At the same time, the Legislature also moved the southern section of Pleasanton into the 20th, along with Union City, further solidifying its Democratic dominance by the cities of Milpitas, Newark and Fremont. Redistricting in 1992 and again two years ago further strengthened the political controls of Pleasanton's three districts, with the 15th dominated by voters in Livermore, Walnut Creek and the surging population centers along the I-5 corridor; the 18th by San Leandro and Hayward; and the 20th by Fremont and neighboring large population centers.
Mayor Tom Pico and mayoral candidate and Councilwoman Kay Ayala like having three Assembly districts.
"Frankly, it gives us three legislators to call on and more influence in Sacramento," said Ayala, who has appealed to legislative committees on issues affecting Pleasanton.
That's also how Mori sees it. Now an international business consultant in Salt Lake City, Mori said that through redistricting, Pleasanton has gone from having a single Assembly person representing the city to now having three advocates in the Assembly.
"Of course, the downside is that there aren't enough votes in any of the district to have an effect on who gets elected," Mori said.

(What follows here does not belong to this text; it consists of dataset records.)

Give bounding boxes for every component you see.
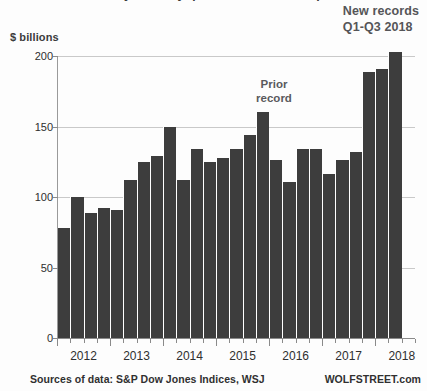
x-axis-labels: 2012201320142015201620172018: [57, 349, 415, 365]
y-tick-label-0: 0: [13, 333, 53, 343]
x-tick-minor: [176, 339, 177, 343]
x-tick-minor: [309, 339, 310, 343]
bar: [349, 152, 362, 338]
x-axis-label-2018: 2018: [379, 349, 425, 363]
bar: [269, 160, 282, 338]
x-tick-major: [375, 339, 376, 346]
x-tick-minor: [84, 339, 85, 343]
bar: [388, 52, 401, 338]
bar: [57, 228, 70, 338]
y-tick-mark-200: [53, 56, 58, 57]
bar: [123, 180, 136, 338]
bar: [203, 162, 216, 338]
x-axis-label-2016: 2016: [273, 349, 319, 363]
x-axis-label-2013: 2013: [114, 349, 160, 363]
x-tick-minor: [137, 339, 138, 343]
bar: [70, 197, 83, 338]
bar: [137, 162, 150, 338]
y-tick-label-150: 150: [13, 122, 53, 132]
x-tick-minor: [97, 339, 98, 343]
y-axis-unit-label: $ billions: [10, 31, 59, 43]
bar: [229, 149, 242, 338]
bar: [190, 149, 203, 338]
x-tick-major: [110, 339, 111, 346]
x-tick-minor: [243, 339, 244, 343]
bar-series: [57, 56, 415, 338]
x-tick-minor: [415, 339, 416, 343]
y-tick-label-50: 50: [13, 263, 53, 273]
bar: [216, 158, 229, 338]
bar: [322, 174, 335, 338]
x-tick-major: [322, 339, 323, 346]
y-tick-mark-150: [53, 127, 58, 128]
y-tick-label-200: 200: [13, 51, 53, 61]
x-tick-minor: [296, 339, 297, 343]
bar: [84, 213, 97, 338]
bar: [163, 127, 176, 339]
x-tick-minor: [229, 339, 230, 343]
x-tick-minor: [349, 339, 350, 343]
brand-watermark: WOLFSTREET.com: [325, 373, 421, 385]
x-tick-minor: [402, 339, 403, 343]
y-tick-label-100: 100: [13, 192, 53, 202]
annotation-new-records-line2: Q1-Q3 2018: [343, 19, 419, 35]
bar: [309, 149, 322, 338]
y-axis-labels: 050100150200: [5, 56, 53, 338]
x-tick-minor: [190, 339, 191, 343]
x-axis-label-2015: 2015: [220, 349, 266, 363]
x-tick-minor: [203, 339, 204, 343]
x-axis-label-2012: 2012: [61, 349, 107, 363]
x-tick-minor: [256, 339, 257, 343]
bar: [97, 208, 110, 338]
bar: [176, 180, 189, 338]
bar: [110, 210, 123, 338]
x-tick-minor: [150, 339, 151, 343]
x-axis-ticks: [57, 339, 415, 347]
y-tick-mark-100: [53, 197, 58, 198]
bar: [282, 182, 295, 339]
annotation-new-records-line1: New records: [343, 3, 419, 19]
x-tick-major: [216, 339, 217, 346]
x-tick-minor: [362, 339, 363, 343]
x-tick-major: [57, 339, 58, 346]
bar: [362, 72, 375, 338]
bar: [256, 112, 269, 338]
x-tick-minor: [70, 339, 71, 343]
bar: [296, 149, 309, 338]
bar: [335, 160, 348, 338]
x-axis-label-2017: 2017: [326, 349, 372, 363]
x-tick-major: [269, 339, 270, 346]
chart-title: Stock buybacks by quarter, S&P 500 compa…: [0, 0, 427, 1]
plot-area: [57, 56, 415, 338]
bar: [243, 135, 256, 338]
y-tick-mark-50: [53, 268, 58, 269]
x-tick-minor: [388, 339, 389, 343]
x-axis-label-2014: 2014: [167, 349, 213, 363]
x-tick-major: [163, 339, 164, 346]
source-note: Sources of data: S&P Dow Jones Indices, …: [30, 373, 265, 385]
x-tick-minor: [335, 339, 336, 343]
bar: [150, 156, 163, 338]
chart-container: Stock buybacks by quarter, S&P 500 compa…: [0, 0, 427, 391]
annotation-new-records: New records Q1-Q3 2018: [343, 3, 419, 35]
x-tick-minor: [123, 339, 124, 343]
bar: [375, 69, 388, 338]
x-tick-minor: [282, 339, 283, 343]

Marguth, who has lived in Livermore since 1961, said the reapportionment of 1982 was "one of the most creative incumbent protection measures that I've ever seen." He believes Pleasanton had more influence in Sacramento when it was represented by its own Assemblyman.
Assemblyman Houston agrees.
"I think it would be much better for Pleasanton and would give it a stronger voice in the Legislature if it was part of a unified Assembly district," Houston said.